Even though there is more material to write out, it may be the last version created.
Any future news on Techno Democracy Project will be posted to the TDP Mailing List.
In January 2000, I was able to attend a one day symposium on The Future of Internet Voting, sponsored by The Brookings Institution and Cisco Systems. The event included a number of big name people.
In February 2000, I was able to attend the founding assembly of the Internet Voting Technology Alliance. Although the IVTA seemed to have a solid beginning, it hasn't really accomplished much as of this writing.
In March/April 2000, I was able to attend a conference put on by the Voting Integrity Project. It was quite a good conference - mixing, in one place, people from a number of different disciplines related to voting.

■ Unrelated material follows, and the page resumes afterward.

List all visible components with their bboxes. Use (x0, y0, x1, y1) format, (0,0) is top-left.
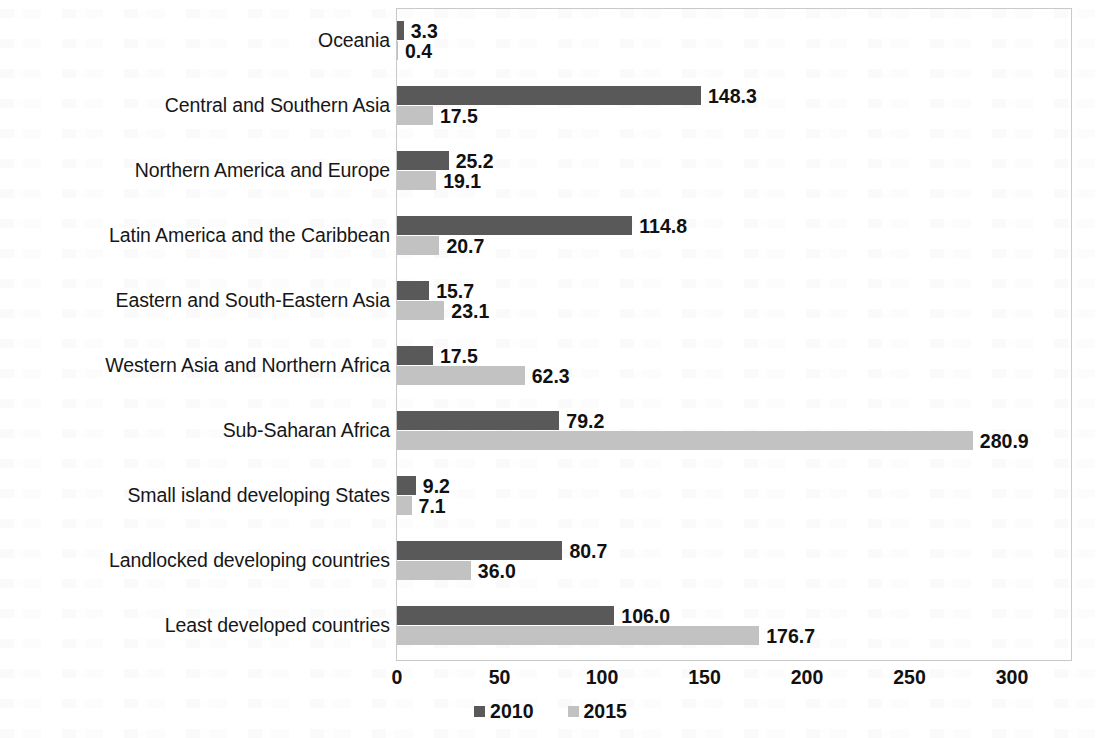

In August 2000, I drove out to DC to attend a meeting sponsored by the US Federal Election Commission. The meeting was to review a partial draft of updated US Voting System Standards published by the FEC, and used by most of the US states to certify voting systems for public elections. It was a beneficial meeting.
In the next few weeks I plan to publish my feedback to the FEC on this partial draft of the updated VSS. I am fairly certain that I am the only person from the open-source/free-software realm to be working with the FEC on this. All the other people either work for a for-profit voting system vendor, are a government official, or are involved with performing certification tests on the voting systems.

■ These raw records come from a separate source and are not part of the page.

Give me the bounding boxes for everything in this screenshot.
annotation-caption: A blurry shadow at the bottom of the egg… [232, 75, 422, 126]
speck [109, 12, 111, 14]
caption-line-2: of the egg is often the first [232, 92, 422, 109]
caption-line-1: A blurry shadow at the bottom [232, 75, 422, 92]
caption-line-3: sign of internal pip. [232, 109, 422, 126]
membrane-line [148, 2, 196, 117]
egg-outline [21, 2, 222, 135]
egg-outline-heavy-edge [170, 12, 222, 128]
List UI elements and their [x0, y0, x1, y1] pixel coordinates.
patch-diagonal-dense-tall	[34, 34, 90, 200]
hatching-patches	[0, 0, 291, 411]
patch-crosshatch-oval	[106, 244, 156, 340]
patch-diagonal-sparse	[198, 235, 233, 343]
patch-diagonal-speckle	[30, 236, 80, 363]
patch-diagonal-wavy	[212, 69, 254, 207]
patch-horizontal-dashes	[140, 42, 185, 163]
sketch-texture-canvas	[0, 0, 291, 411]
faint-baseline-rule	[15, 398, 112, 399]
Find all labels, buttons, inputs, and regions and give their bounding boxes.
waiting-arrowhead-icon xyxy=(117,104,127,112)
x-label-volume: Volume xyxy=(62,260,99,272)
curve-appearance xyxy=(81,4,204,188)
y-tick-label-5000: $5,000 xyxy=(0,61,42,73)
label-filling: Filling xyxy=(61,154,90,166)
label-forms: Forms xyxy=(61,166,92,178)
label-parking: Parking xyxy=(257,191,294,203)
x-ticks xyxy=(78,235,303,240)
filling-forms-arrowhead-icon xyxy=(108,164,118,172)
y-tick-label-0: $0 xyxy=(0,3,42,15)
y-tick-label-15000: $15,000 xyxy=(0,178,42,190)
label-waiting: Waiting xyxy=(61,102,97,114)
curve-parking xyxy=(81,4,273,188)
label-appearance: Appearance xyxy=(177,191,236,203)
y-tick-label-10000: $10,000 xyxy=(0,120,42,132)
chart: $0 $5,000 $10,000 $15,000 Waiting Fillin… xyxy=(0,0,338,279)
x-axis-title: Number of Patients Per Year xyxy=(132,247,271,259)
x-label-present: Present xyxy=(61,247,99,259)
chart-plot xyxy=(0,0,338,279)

My primary concern is insuring that none of the FEC requirements prevent an open-source or free-software voting system from being certified. My secondary concern is trying to insure they don't make the requirements unnecessarily narrow - and thus prevent voting systems with non-traditional designs from being built.

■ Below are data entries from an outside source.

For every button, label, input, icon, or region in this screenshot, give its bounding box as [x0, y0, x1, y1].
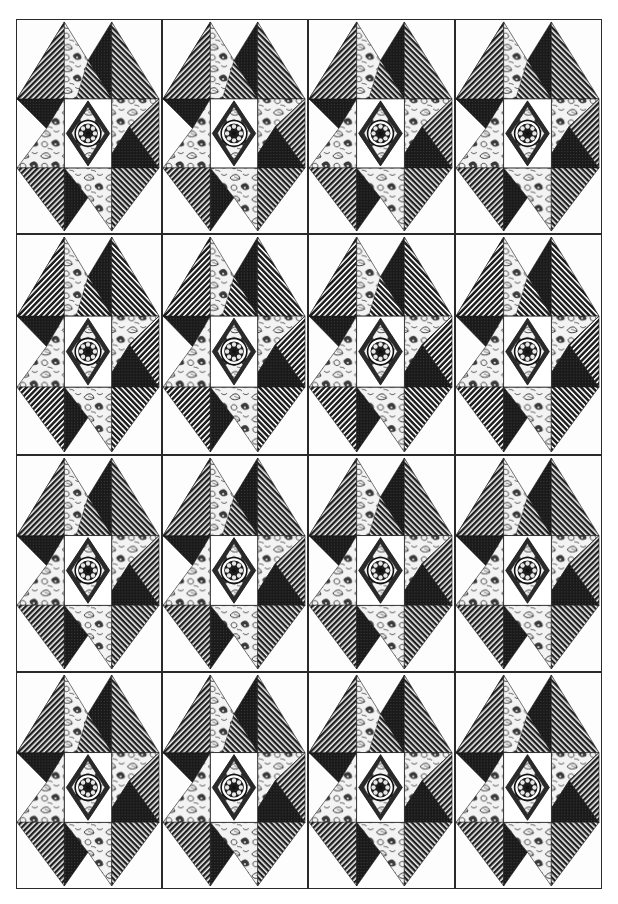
block-r3-c4: block-r3-c4	[455, 455, 602, 672]
block-r4-c1: block-r4-c1	[16, 672, 162, 889]
bottom-left-diamond-left	[309, 387, 357, 452]
block-r1-c3: block-r1-c3	[308, 19, 455, 234]
bottom-right-diamond	[551, 387, 599, 452]
bottom-right-diamond	[112, 168, 159, 231]
block-r4-c4: block-r4-c4	[455, 672, 602, 889]
quilt-block-art	[17, 235, 161, 454]
bottom-right-diamond	[112, 387, 159, 452]
quilt-block-art	[309, 456, 454, 671]
quilt-block-art	[17, 20, 161, 233]
block-r1-c2: block-r1-c2	[162, 19, 308, 234]
top-right-diamond-right	[258, 22, 305, 99]
quilt-block-art	[309, 20, 454, 233]
bottom-left-diamond-left	[456, 387, 504, 452]
bottom-left-diamond-left	[309, 822, 357, 886]
top-right-diamond-right	[112, 458, 159, 536]
quilt-block-art	[163, 673, 307, 888]
bottom-right-diamond	[404, 387, 452, 452]
top-right-diamond-right	[551, 22, 599, 99]
bottom-right-diamond	[258, 168, 305, 231]
bottom-left-diamond-left	[17, 168, 64, 231]
block-r3-c1: block-r3-c1	[16, 455, 162, 672]
bottom-right-diamond	[551, 168, 599, 231]
bottom-left-diamond-left	[456, 822, 504, 886]
top-right-diamond-right	[258, 237, 305, 316]
top-right-diamond-right	[258, 675, 305, 753]
bottom-right-diamond	[258, 387, 305, 452]
top-right-diamond-right	[404, 237, 452, 316]
quilt-block-art	[17, 673, 161, 888]
block-r2-c2: block-r2-c2	[162, 234, 308, 455]
quilt-block-art	[163, 235, 307, 454]
top-right-diamond-right	[404, 458, 452, 536]
bottom-left-diamond-left	[309, 168, 357, 231]
bottom-right-diamond	[551, 822, 599, 886]
bottom-right-diamond	[551, 605, 599, 669]
bottom-right-diamond	[112, 605, 159, 669]
top-right-diamond-right	[112, 237, 159, 316]
bottom-left-diamond-left	[163, 168, 210, 231]
top-right-diamond-right	[404, 22, 452, 99]
quilt-block-art	[456, 235, 601, 454]
bottom-right-diamond	[404, 822, 452, 886]
bottom-left-diamond-left	[163, 822, 210, 886]
top-right-diamond-right	[551, 675, 599, 753]
top-right-diamond-right	[258, 458, 305, 536]
bottom-left-diamond-left	[17, 822, 64, 886]
block-r1-c4: block-r1-c4	[455, 19, 602, 234]
top-right-diamond-right	[404, 675, 452, 753]
bottom-left-diamond-left	[163, 387, 210, 452]
bottom-right-diamond	[404, 168, 452, 231]
bottom-left-diamond-left	[309, 605, 357, 669]
quilt-block-art	[456, 456, 601, 671]
bottom-right-diamond	[258, 605, 305, 669]
quilt-block-art	[163, 20, 307, 233]
top-right-diamond-right	[551, 237, 599, 316]
bottom-left-diamond-left	[17, 387, 64, 452]
illustration-title: Quilt block layout	[0, 0, 1, 1]
bottom-right-diamond	[112, 822, 159, 886]
quilt-block-art	[456, 673, 601, 888]
bottom-right-diamond	[404, 605, 452, 669]
block-r4-c3: block-r4-c3	[308, 672, 455, 889]
bottom-left-diamond-left	[456, 168, 504, 231]
block-r3-c3: block-r3-c3	[308, 455, 455, 672]
block-r2-c4: block-r2-c4	[455, 234, 602, 455]
quilt-block-art	[163, 456, 307, 671]
block-r2-c3: block-r2-c3	[308, 234, 455, 455]
block-r3-c2: block-r3-c2	[162, 455, 308, 672]
quilt-block-art	[309, 673, 454, 888]
bottom-left-diamond-left	[17, 605, 64, 669]
quilt-block-art	[309, 235, 454, 454]
block-r4-c2: block-r4-c2	[162, 672, 308, 889]
bottom-left-diamond-left	[456, 605, 504, 669]
quilt-block-art	[456, 20, 601, 233]
bottom-left-diamond-left	[163, 605, 210, 669]
block-r1-c1: block-r1-c1	[16, 19, 162, 234]
top-right-diamond-right	[112, 22, 159, 99]
bottom-right-diamond	[258, 822, 305, 886]
quilt-illustration: Quilt block layout	[0, 0, 618, 904]
quilt-block-art	[17, 456, 161, 671]
top-right-diamond-right	[112, 675, 159, 753]
block-r2-c1: block-r2-c1	[16, 234, 162, 455]
top-right-diamond-right	[551, 458, 599, 536]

It was a good event - a new group of people that I hadn't been around before. Several people there had previously worked on Capitol Hill (for the US Congress), one gentleman was from the White House, and I sat next to Owen Ambur from the still-forming XML.gov There were also people from other various other groups, universities, and consulting companies.
The gentleman from the White House (i didn't catch his name) spoke about how no government agency is responsible for creating e-government solutions. A lot of agencies have partial responsibility, but there is no person or organization in the US government to act as a "hub" for the whole government's e-government initiatives. Another gentleman suggested that this would be the job of a government-wide CIO.
A few minutes later I was able to speak up and tell them that they were describing TDP. Among other things, TDP is intended to be exactly what the man from the White House described - a "hub" to facilitate the creation of e-democracy and e-government Open/Free software. I had said that it doesn't make sense for 50 state governments, plus however many provincial, national, continental and local governments to all be building basically the same pieces of software from scratch. Everyone is - very inefficiently - re-inventing the wheel. It makes more sense to create one application with 95% of the functionality needed by everyone, then everyone adds their own 5% of customized functionality. This makes much more sense economically and in other ways, too.
I stayed after and was able to have good discussions with Steve Clift and Owen Ambur. I had wanted to speak with some of the others, but they got out the door before I was able to.